Habits: How to Sustain Them

Want to stay better?

Now that you know what habits are (see my blog on Habits: A Key to Sustainable Change) and how to change them (see my blog on Habits: How to Change Them), let’s discuss some key ideas on how to sustain the beneficial habits you have started for a long period of time. A habit is sustained if every time a cue or trigger of the habit occurs, the desired behavior takes place that leads to the reward.

This list is a collection of ideas on how to sustain habits from different sources. Some ideas come from Charles Duhigg’s book: The Power Of Habit (whose key concepts I captured in my two earlier blogs on habits: Habits: A Key to Sustainable Change; and Habits: How to Change Them); while some ideas come from other books and articles, such as The Power of Full Engagement by Tony Schwartz and Jim Loehr; discussions with Thom Crosby, President and CEO of Pal’s Sudden Service and other thought leaders; discussions with McClaskey Excellence Institute clients who are changing their personal leadership habits to create more extraordinary organizations; and from personal experience. While this list is a useful collection from many sources, it is not meant to be a complete list. Hopefully, you will add to this list by responding to the blog with key ideas that have help you sustain habits.

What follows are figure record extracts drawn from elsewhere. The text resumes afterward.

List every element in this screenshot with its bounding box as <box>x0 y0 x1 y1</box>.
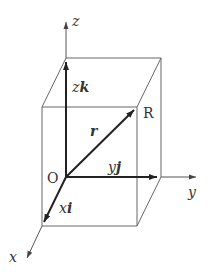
vector-r-label: r <box>90 123 99 139</box>
vector-yj-label: yj <box>107 159 121 175</box>
y-axis-label: y <box>187 184 197 200</box>
z-axis-label: z <box>71 13 80 29</box>
coordinate-diagram: z y x O R r zk yj xi <box>0 0 214 279</box>
x-axis <box>27 226 42 258</box>
component-vectors <box>44 62 157 222</box>
zk-unit: k <box>79 79 89 95</box>
xi-unit: i <box>67 200 72 216</box>
x-axis-label: x <box>9 249 17 265</box>
point-r-label: R <box>143 105 154 121</box>
axes <box>27 22 196 258</box>
vector-r <box>66 110 134 177</box>
vector-xi-label: xi <box>59 200 72 216</box>
vector-zk-label: zk <box>71 79 89 95</box>
origin-label: O <box>47 170 58 186</box>
xi-coef: x <box>59 200 67 216</box>
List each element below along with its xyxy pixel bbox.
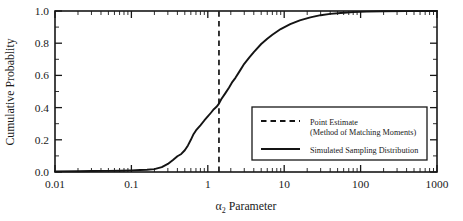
x-tick-label: 0.1 bbox=[124, 178, 139, 190]
y-tick-label: 1.0 bbox=[35, 5, 50, 17]
x-axis-tick-labels: 0.010.11101001000 bbox=[45, 178, 449, 190]
x-tick-label: 10 bbox=[279, 178, 291, 190]
x-axis-title: α2 Parameter bbox=[216, 199, 277, 215]
y-tick-label: 0.0 bbox=[35, 166, 50, 178]
y-tick-label: 0.2 bbox=[35, 134, 50, 146]
figure-container: 0.010.11101001000 0.00.20.40.60.81.0 Poi… bbox=[0, 0, 463, 221]
y-axis-title-text: Cumulative Probablity bbox=[3, 38, 17, 145]
y-tick-label: 0.8 bbox=[35, 37, 50, 49]
x-axis-title-rest: Parameter bbox=[226, 199, 277, 213]
x-tick-label: 1 bbox=[205, 178, 211, 190]
legend-label-point-estimate: Point Estimate bbox=[310, 118, 358, 127]
y-tick-label: 0.4 bbox=[35, 102, 50, 114]
legend-label-point-estimate-sub: (Method of Matching Moments) bbox=[310, 128, 416, 137]
legend-label-simulated-distribution: Simulated Sampling Distribution bbox=[310, 146, 418, 155]
y-axis-title: Cumulative Probablity bbox=[3, 38, 17, 145]
svg-text:α2 Parameter: α2 Parameter bbox=[216, 199, 277, 215]
x-tick-label: 100 bbox=[352, 178, 369, 190]
legend: Point Estimate (Method of Matching Momen… bbox=[252, 107, 427, 160]
x-tick-label: 1000 bbox=[426, 178, 449, 190]
x-tick-label: 0.01 bbox=[45, 178, 65, 190]
y-tick-label: 0.6 bbox=[35, 69, 50, 81]
y-axis-tick-labels: 0.00.20.40.60.81.0 bbox=[35, 5, 50, 178]
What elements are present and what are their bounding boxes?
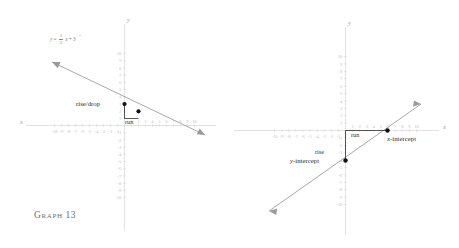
graph-14-x-axis-label: x [442,123,446,130]
graph-13-rise-run-triangle [125,104,139,119]
x-tick-label: -10 [51,129,58,134]
y-tick-label: -8 [338,187,343,192]
x-tick-label: 1 [351,124,354,129]
x-tick-label: -9 [280,134,285,139]
graph-14-y-axis-label: y [347,19,351,26]
equation-numerator: 1 [59,33,64,38]
x-tick-label: -2 [329,134,334,139]
y-tick-label: 1 [119,116,122,121]
graph-14-annotation-x-intercept: x-intercept [387,135,416,142]
x-tick-label: 8 [401,124,404,129]
x-tick-label: -5 [308,134,313,139]
x-tick-label: 10 [414,124,419,129]
equation-fraction: 1 2 [59,33,64,45]
equation-constant: 3 [73,36,76,42]
y-tick-label: 6 [340,84,343,89]
x-tick-label: 4 [373,124,376,129]
graph-14-point-x-intercept [385,128,389,132]
x-tick-label: 10 [192,119,197,124]
graph-14-annotation-rise: rise [315,148,324,155]
graph-13-annotation-rise-drop: rise/drop [76,100,100,107]
y-tick-label: -6 [117,166,122,171]
graph-13-x-axis-label: x [19,118,23,125]
x-tick-label: -2 [109,129,114,134]
x-tick-label: 3 [366,124,369,129]
x-tick-label: -3 [322,134,327,139]
x-tick-label: -4 [315,134,320,139]
graph-13-annotation-run: run [125,118,133,125]
graph-14-point-y-intercept [343,158,347,162]
equation-plus: + [69,36,72,42]
y-tick-label: -6 [338,173,343,178]
x-tick-label: 9 [408,124,411,129]
x-tick-label: -6 [301,134,306,139]
y-tick-label: 3 [119,102,122,107]
y-tick-label: -3 [338,150,343,155]
y-tick-label: 7 [340,76,343,81]
x-tick-label: -6 [81,129,86,134]
x-tick-label: -7 [74,129,79,134]
y-tick-label: 7 [119,73,122,78]
x-tick-label: 6 [165,119,168,124]
y-tick-label: -1 [338,136,343,141]
y-tick-label: 9 [340,62,343,67]
graph-13-panel: -10-9-8-7-6-5-4-3-2-112345678910 1098765… [0,0,229,248]
y-tick-label: -7 [117,174,122,179]
equation-equals: = [53,36,56,42]
x-tick-label: 2 [137,119,140,124]
graph-13-equation: y = 1 2 x + 3 [50,33,76,45]
y-tick-label: 6 [119,80,122,85]
worksheet-page: -10-9-8-7-6-5-4-3-2-112345678910 1098765… [0,0,459,248]
y-tick-label: -8 [117,181,122,186]
x-tick-label: 4 [151,119,154,124]
y-intercept-suffix: -intercept [293,157,319,164]
y-tick-label: 9 [119,58,122,63]
y-tick-label: 3 [340,106,343,111]
y-tick-label: -1 [117,130,122,135]
y-tick-label: -10 [115,195,122,200]
y-tick-label: 4 [340,99,343,104]
y-tick-label: -2 [338,143,343,148]
graph-14-annotation-run: run [351,131,359,138]
x-tick-label: -9 [60,129,65,134]
y-tick-label: 5 [340,91,343,96]
equation-variable: x [65,36,67,42]
x-tick-label: 7 [394,124,397,129]
y-tick-label: -10 [336,202,343,207]
y-tick-label: 10 [338,54,343,59]
x-tick-label: 9 [186,119,189,124]
y-tick-label: -3 [117,145,122,150]
graph-14-panel: -10-9-8-7-6-5-4-3-2-112345678910 1098765… [230,0,459,248]
x-tick-label: -5 [88,129,93,134]
y-tick-label: -5 [117,159,122,164]
x-tick-label: -7 [294,134,299,139]
y-tick-label: -9 [338,195,343,200]
y-tick-label: 2 [119,109,122,114]
graph-13-point-y-intercept [122,102,126,106]
y-tick-label: -9 [117,188,122,193]
x-tick-label: 2 [359,124,362,129]
y-tick-label: -4 [117,152,122,157]
y-tick-label: 8 [119,66,122,71]
y-tick-label: -5 [338,165,343,170]
x-tick-label: 3 [144,119,147,124]
y-tick-label: 5 [119,87,122,92]
graph-13-point-second [136,109,140,113]
x-tick-label: -8 [67,129,72,134]
x-tick-label: -4 [95,129,100,134]
x-tick-label: -8 [287,134,292,139]
x-tick-label: -10 [271,134,278,139]
graph-14-plot: -10-9-8-7-6-5-4-3-2-112345678910 1098765… [230,0,459,248]
graph-14-annotation-y-intercept: y-intercept [290,157,319,164]
x-tick-label: 5 [158,119,161,124]
y-tick-label: -2 [117,138,122,143]
x-tick-label: 5 [380,124,383,129]
y-tick-label: 1 [340,121,343,126]
y-tick-label: 2 [340,113,343,118]
x-tick-label: -3 [102,129,107,134]
y-tick-label: 10 [117,51,122,56]
equation-lhs: y [50,36,52,42]
y-tick-label: -7 [338,180,343,185]
equation-denominator: 2 [59,40,64,45]
graph-13-y-axis-label: y [126,16,130,23]
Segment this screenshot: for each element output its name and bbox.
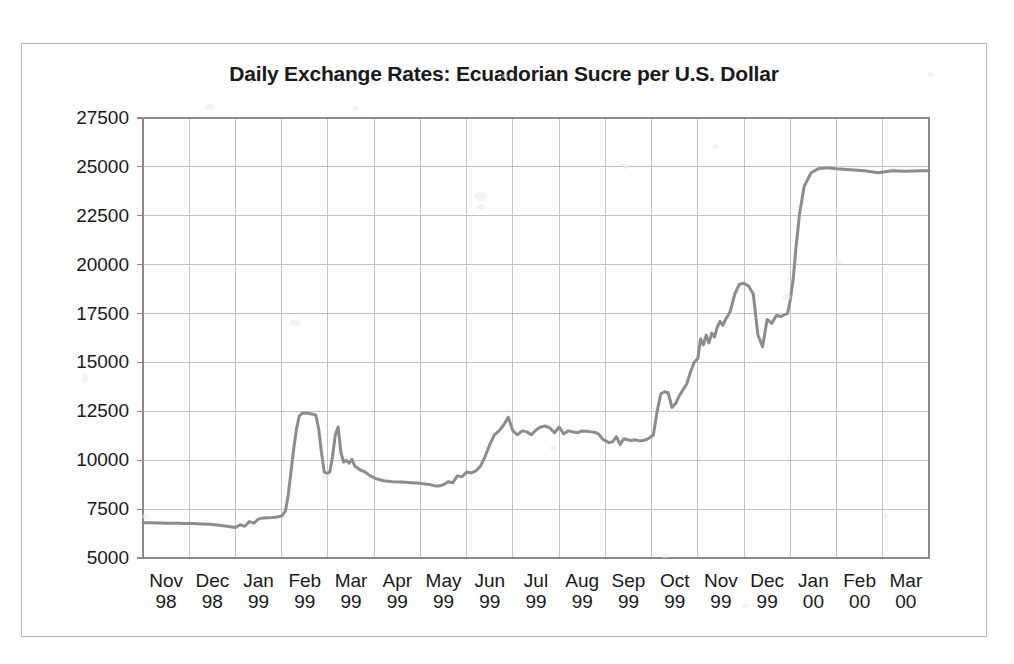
ytick-label: 10000: [22, 449, 129, 471]
ytick-label: 17500: [22, 303, 129, 325]
ytick-label: 15000: [22, 351, 129, 373]
figure-frame: Daily Exchange Rates: Ecuadorian Sucre p…: [21, 43, 987, 637]
plot-border: [143, 118, 929, 558]
xtick-year: 00: [871, 591, 941, 612]
chart-plot: [22, 44, 988, 638]
ytick-label: 5000: [22, 547, 129, 569]
ytick-label: 22500: [22, 205, 129, 227]
ytick-label: 25000: [22, 156, 129, 178]
ytick-label: 12500: [22, 400, 129, 422]
xtick-label: Mar00: [871, 570, 941, 613]
data-line-sucre-per-dollar: [143, 168, 929, 528]
xtick-month: Mar: [871, 570, 941, 591]
ytick-label: 27500: [22, 107, 129, 129]
ytick-label: 7500: [22, 498, 129, 520]
ytick-label: 20000: [22, 254, 129, 276]
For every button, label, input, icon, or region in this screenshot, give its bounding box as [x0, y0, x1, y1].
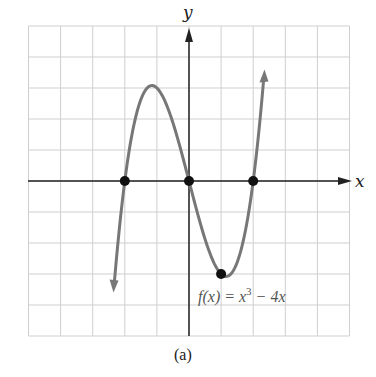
x-axis-label: x: [355, 171, 365, 191]
marked-point: [216, 269, 226, 279]
curve-arrow-up-icon: [259, 70, 268, 83]
function-label: f(x) = x3 − 4x: [198, 285, 286, 306]
caption: (a): [174, 346, 192, 364]
marked-point: [120, 176, 130, 186]
marked-point: [248, 176, 258, 186]
curve-arrow-down-icon: [110, 279, 119, 292]
marked-point: [184, 176, 194, 186]
y-axis-label: y: [182, 2, 193, 22]
chart: x y f(x) = x3 − 4x (a): [0, 0, 376, 377]
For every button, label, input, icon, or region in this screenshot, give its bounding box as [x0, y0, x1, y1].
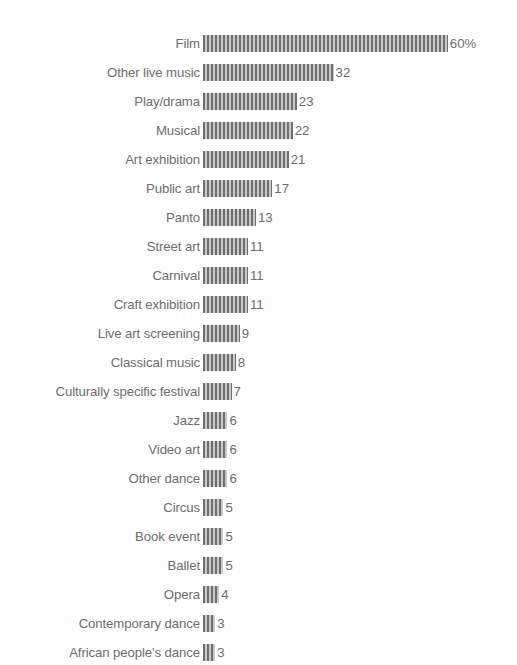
- bar-area: 11: [203, 267, 517, 284]
- bar-row: African people's dance3: [0, 638, 517, 665]
- value-label: 5: [223, 530, 232, 543]
- bar-area: 9: [203, 325, 517, 342]
- category-label: Circus: [0, 501, 203, 514]
- bar-area: 3: [203, 615, 517, 632]
- bar-row: Live art screening9: [0, 319, 517, 348]
- bar-area: 11: [203, 238, 517, 255]
- value-label: 6: [227, 443, 236, 456]
- bar-row: Craft exhibition11: [0, 290, 517, 319]
- category-label: Street art: [0, 240, 203, 253]
- bar-row: Public art17: [0, 174, 517, 203]
- bar-row: Classical music8: [0, 348, 517, 377]
- bar-row: Carnival11: [0, 261, 517, 290]
- category-label: Opera: [0, 588, 203, 601]
- bar: [203, 122, 293, 139]
- bar-area: 5: [203, 528, 517, 545]
- bar-area: 5: [203, 499, 517, 516]
- category-label: Musical: [0, 124, 203, 137]
- category-label: Carnival: [0, 269, 203, 282]
- bar-area: 23: [203, 93, 517, 110]
- category-label: Art exhibition: [0, 153, 203, 166]
- value-label: 23: [297, 95, 314, 108]
- bar-row: Panto13: [0, 203, 517, 232]
- value-label: 11: [248, 269, 264, 282]
- bar: [203, 557, 223, 574]
- value-label: 8: [236, 356, 245, 369]
- bar: [203, 151, 289, 168]
- bar: [203, 615, 215, 632]
- bar-row: Book event5: [0, 522, 517, 551]
- bar: [203, 296, 248, 313]
- bar: [203, 441, 227, 458]
- bar-area: 21: [203, 151, 517, 168]
- bar-area: 8: [203, 354, 517, 371]
- bar: [203, 383, 232, 400]
- category-label: Live art screening: [0, 327, 203, 340]
- bar: [203, 470, 227, 487]
- bar: [203, 209, 256, 226]
- bar: [203, 412, 227, 429]
- bar-area: 32: [203, 64, 517, 81]
- bar-row: Art exhibition21: [0, 145, 517, 174]
- category-label: Other dance: [0, 472, 203, 485]
- bar-row: Street art11: [0, 232, 517, 261]
- category-label: Contemporary dance: [0, 617, 203, 630]
- value-label: 11: [248, 240, 264, 253]
- value-label: 4: [219, 588, 228, 601]
- category-label: Culturally specific festival: [0, 385, 203, 398]
- value-label: 11: [248, 298, 264, 311]
- value-label: 3: [215, 617, 224, 630]
- category-label: Ballet: [0, 559, 203, 572]
- bar-row: Play/drama23: [0, 87, 517, 116]
- bar-row: Video art6: [0, 435, 517, 464]
- bar: [203, 325, 240, 342]
- bar-area: 3: [203, 644, 517, 661]
- value-label: 6: [227, 414, 236, 427]
- value-label: 5: [223, 559, 232, 572]
- category-label: African people's dance: [0, 646, 203, 659]
- value-label: 6: [227, 472, 236, 485]
- category-label: Public art: [0, 182, 203, 195]
- bar-row: Ballet5: [0, 551, 517, 580]
- value-label: 5: [223, 501, 232, 514]
- value-label: 32: [334, 66, 351, 79]
- value-label: 3: [215, 646, 224, 659]
- bar-row: Circus5: [0, 493, 517, 522]
- bar: [203, 267, 248, 284]
- bar-row: Other dance6: [0, 464, 517, 493]
- category-label: Film: [0, 37, 203, 50]
- bar: [203, 528, 223, 545]
- bar-area: 6: [203, 412, 517, 429]
- value-label: 60%: [448, 37, 476, 50]
- bar: [203, 586, 219, 603]
- value-label: 9: [240, 327, 249, 340]
- bar-row: Musical22: [0, 116, 517, 145]
- bar-area: 6: [203, 470, 517, 487]
- bar-area: 6: [203, 441, 517, 458]
- bar-area: 11: [203, 296, 517, 313]
- value-label: 17: [272, 182, 289, 195]
- category-label: Play/drama: [0, 95, 203, 108]
- bar: [203, 644, 215, 661]
- bar-area: 17: [203, 180, 517, 197]
- category-label: Other live music: [0, 66, 203, 79]
- bar-area: 60%: [203, 35, 517, 52]
- bar-area: 5: [203, 557, 517, 574]
- bar-row: Contemporary dance3: [0, 609, 517, 638]
- value-label: 13: [256, 211, 273, 224]
- category-label: Video art: [0, 443, 203, 456]
- category-label: Panto: [0, 211, 203, 224]
- bar-row: Other live music32: [0, 58, 517, 87]
- bar: [203, 354, 236, 371]
- bar: [203, 64, 334, 81]
- category-label: Classical music: [0, 356, 203, 369]
- value-label: 21: [289, 153, 306, 166]
- bar-area: 4: [203, 586, 517, 603]
- value-label: 7: [232, 385, 241, 398]
- category-label: Craft exhibition: [0, 298, 203, 311]
- bar-row: Jazz6: [0, 406, 517, 435]
- bar-area: 13: [203, 209, 517, 226]
- bar: [203, 238, 248, 255]
- category-label: Book event: [0, 530, 203, 543]
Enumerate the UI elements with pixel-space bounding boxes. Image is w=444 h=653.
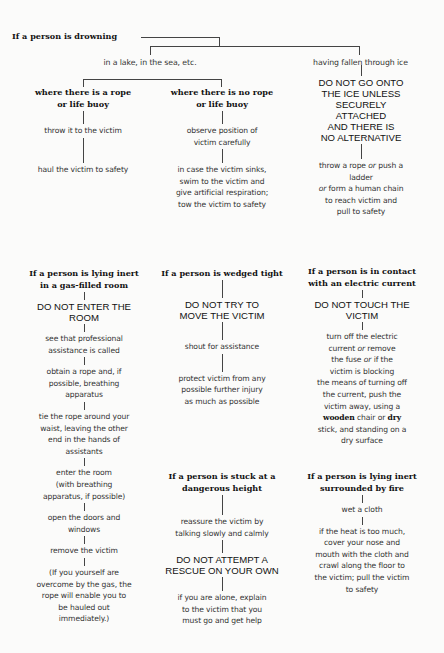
heading-line: or life buoy (196, 99, 248, 109)
wedged-warning: DO NOT TRY TOMOVE THE VICTIM (179, 299, 264, 321)
step-line: talking slowly and calmly (175, 529, 268, 538)
step-text: pull to safety (337, 207, 385, 216)
step-line: overcome by the gas, the (37, 580, 132, 589)
connector (362, 517, 363, 525)
branch-lake: in a lake, in the sea, etc. (70, 57, 230, 69)
connector (222, 111, 223, 124)
step-line: assistants (65, 447, 102, 456)
step-text: dry surface (341, 436, 383, 445)
connector (150, 46, 151, 55)
fire-column: If a person is lying inertsurrounded by … (291, 470, 433, 595)
wedged-column: If a person is wedged tight DO NOT TRY T… (152, 267, 292, 407)
step-line: to the victim that you (182, 605, 262, 614)
gas-column: If a person is lying inertin a gas-fille… (12, 267, 156, 625)
connector (84, 558, 85, 566)
no-rope-column: where there is no ropeor life buoy obser… (152, 86, 292, 211)
step-text: to reach victim and (325, 196, 397, 205)
connector (83, 111, 84, 124)
step-line: (If you yourself are (49, 568, 119, 577)
wedged-heading: If a person is wedged tight (161, 267, 283, 279)
step-line: cover your nose and (324, 538, 400, 547)
step-line: possible, breathing (49, 379, 120, 388)
step-text: or (357, 344, 365, 353)
connector (84, 357, 85, 365)
gas-step-1: see that professionalassistance is calle… (45, 333, 122, 356)
step-line: the victim; pull the victim (315, 573, 410, 582)
connector (150, 46, 360, 47)
electric-heading: If a person is in contactwith an electri… (308, 265, 416, 289)
connector (141, 37, 220, 38)
warning-line: DO NOT TRY TO (185, 299, 259, 310)
gas-warning: DO NOT ENTER THEROOM (37, 301, 131, 323)
fire-step-1: wet a cloth (342, 504, 383, 516)
step-line: open the doors and (48, 513, 120, 522)
connector (84, 324, 85, 332)
wedged-step-2: protect victim from anypossible further … (178, 373, 265, 408)
gas-step-2: obtain a rope and, ifpossible, breathing… (47, 366, 122, 401)
gas-step-4: enter the room(with breathingapparatus, … (43, 467, 125, 502)
no-rope-heading: where there is no ropeor life buoy (171, 86, 273, 110)
wedged-step-1: shout for assistance (185, 341, 259, 353)
warning-line: SECURELY (335, 99, 386, 110)
connector (359, 46, 360, 55)
step-line: possible further injury (181, 385, 262, 394)
warning-line: DO NOT ENTER THE (37, 301, 131, 312)
step-text: turn off the electric (326, 332, 397, 341)
warning-line: AND THERE IS (328, 121, 395, 132)
heading-line: If a person is in contact (308, 266, 416, 276)
step-text: remove (365, 344, 396, 353)
connector (222, 280, 223, 298)
height-step-2: if you are alone, explainto the victim t… (177, 592, 266, 627)
step-text-bold: dry (388, 413, 401, 422)
heading-line: or life buoy (57, 99, 109, 109)
ice-column: DO NOT GO ONTO THE ICE UNLESS SECURELY A… (291, 64, 431, 218)
step-text: throw a rope (319, 161, 368, 170)
step-line: mouth with the cloth and (315, 550, 408, 559)
gas-step-5: open the doors andwindows (48, 512, 120, 535)
rope-column: where there is a ropeor life buoy throw … (18, 86, 148, 175)
step-text: chair or (355, 413, 388, 422)
fire-heading: If a person is lying inertsurrounded by … (307, 470, 417, 494)
ice-step: throw a rope or push a ladder or form a … (319, 160, 404, 218)
connector (84, 292, 85, 300)
heading-line: where there is a rope (35, 87, 131, 97)
electric-step: turn off the electric current or remove … (317, 331, 407, 447)
step-text: push a (376, 161, 403, 170)
step-line: obtain a rope and, if (47, 367, 122, 376)
rope-step-2: haul the victim to safety (38, 164, 128, 176)
step-line: tie the rope around your (39, 412, 129, 421)
warning-line: DO NOT ATTEMPT A (176, 554, 268, 565)
no-rope-step-1: observe position ofvictim carefully (187, 125, 258, 148)
step-line: in case the victim sinks, (178, 165, 267, 174)
rope-step-1: throw it to the victim (44, 125, 122, 137)
step-line: as much as possible (185, 397, 260, 406)
warning-line: NO ALTERNATIVE (321, 132, 402, 143)
step-text: the fuse (331, 355, 364, 364)
step-text: ladder (349, 173, 373, 182)
connector (219, 37, 220, 46)
rope-heading: where there is a ropeor life buoy (35, 86, 131, 110)
warning-line: MOVE THE VICTIM (179, 310, 264, 321)
electric-warning: DO NOT TOUCH THEVICTIM (314, 299, 409, 321)
height-step-1: reassure the victim bytalking slowly and… (175, 516, 268, 539)
step-line: see that professional (45, 334, 122, 343)
connector (362, 290, 363, 298)
heading-line: If a person is lying inert (29, 268, 139, 278)
gas-heading: If a person is lying inertin a gas-fille… (29, 267, 139, 291)
heading-line: with an electric current (308, 278, 416, 288)
step-line: end in the hands of (48, 435, 120, 444)
connector (361, 144, 362, 159)
step-line: reassure the victim by (181, 517, 264, 526)
gas-step-6: remove the victim (50, 545, 118, 557)
drowning-title: If a person is drowning (12, 30, 117, 42)
step-text: form a human chain (326, 184, 403, 193)
height-column: If a person is stuck at adangerous heigh… (152, 470, 292, 627)
heading-line: If a person is lying inert (307, 471, 417, 481)
connector (222, 540, 223, 553)
connector (222, 149, 223, 163)
step-text: victim is blocking (330, 367, 394, 376)
height-warning: DO NOT ATTEMPT ARESCUE ON YOUR OWN (165, 554, 278, 576)
step-line: assistance is called (48, 346, 119, 355)
connector (84, 503, 85, 511)
connector (83, 138, 84, 163)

Some Key Ideas to Sustain a Habit

  1. Be relentless and persistent. In the workplace, as well as in life in general, it usually takes between 21 to 60 days of continual practice to establish a habit. It can take even longer if the cue does not happen at least multiple times per week.
  2. Develop a craving for the reward. As Duhigg writes in his book The Power of Habit, a habit is not sustainable until you have a craving for the reward that occurs as soon as you experience a cue. As reference, a craving is a desire for the reward that you start to feel as soon as the cue occurs. Once you have a craving for the reward, when you hear the cue and don’t get the reward, it causes you to be irritable or at least unsettled.
  3. Be part of a group that helps support your new habit. Studies have shown that having a support group can significantly help you both obtain the initial behavior and sustain that behavior. A support group could be just one person.
  4. Get a mentor. Mentors can play a key role in helping you to establish and sustain a habit; you don’t have to do it alone.
  5. Make the habit part of your identity. Carry out the desired behavior each and every time the cue occurs. The more consistently you carry out the behavior, the more it will become part of your identity. Thom Crosby summarizes this hint as: “Behavior your way into a new way of believing.”
  6. Have a personal feedback and correction loop. Observe if you carried out the desired behavior each and every time the cue occurs. Correct each time you detect that the cue occurred but the desired behavior did not. Usually only you are there to observe every occurrence and you need to notice if indeed the behavior occurred or did not occur.
  7. Build in a process for systematic maintenance of the habit. Thom Crosby notes that if a habit is to be sustained, it requires some systematic maintenance on your part and others. Crosby has developed the following process for sustaining beneficial habits within Pal’s Sudden Service:
    1. plan how to maintain the habit
    2. establish and carry out a recalibration cycle (this will periodically assure you are fully carrying out the behaviors every time the cue occurs)
    3. standardize the habit
    4. be on the leaders’ consistent dialogue
    5. have some way to verify
    6. when critical, have a measure

Developing the skill of being able to establish, change, and sustain the beneficial habits is a key life skill that will help you proactively achieve success in both your work and life overall. Duhigg notes that almost half of all the things we do in the course of a day are the result of habits rather than deliberate decisions. Since what we are going to accomplish at work or in life is dependent on our daily choices that can lead to behaviors we do every day, habits can play a critical role in our success or lack thereof.

At McClaskey Excellence Institute, in our Achieving World-Class Results class, we teach how Pal’s Sudden Service has established the habits in each and every one of its employees that make Pal’s operationally excellent. Operational excellence is Pal’s Sudden Service’s key to 400% greater repeat business and being highly financial success for over 50 years.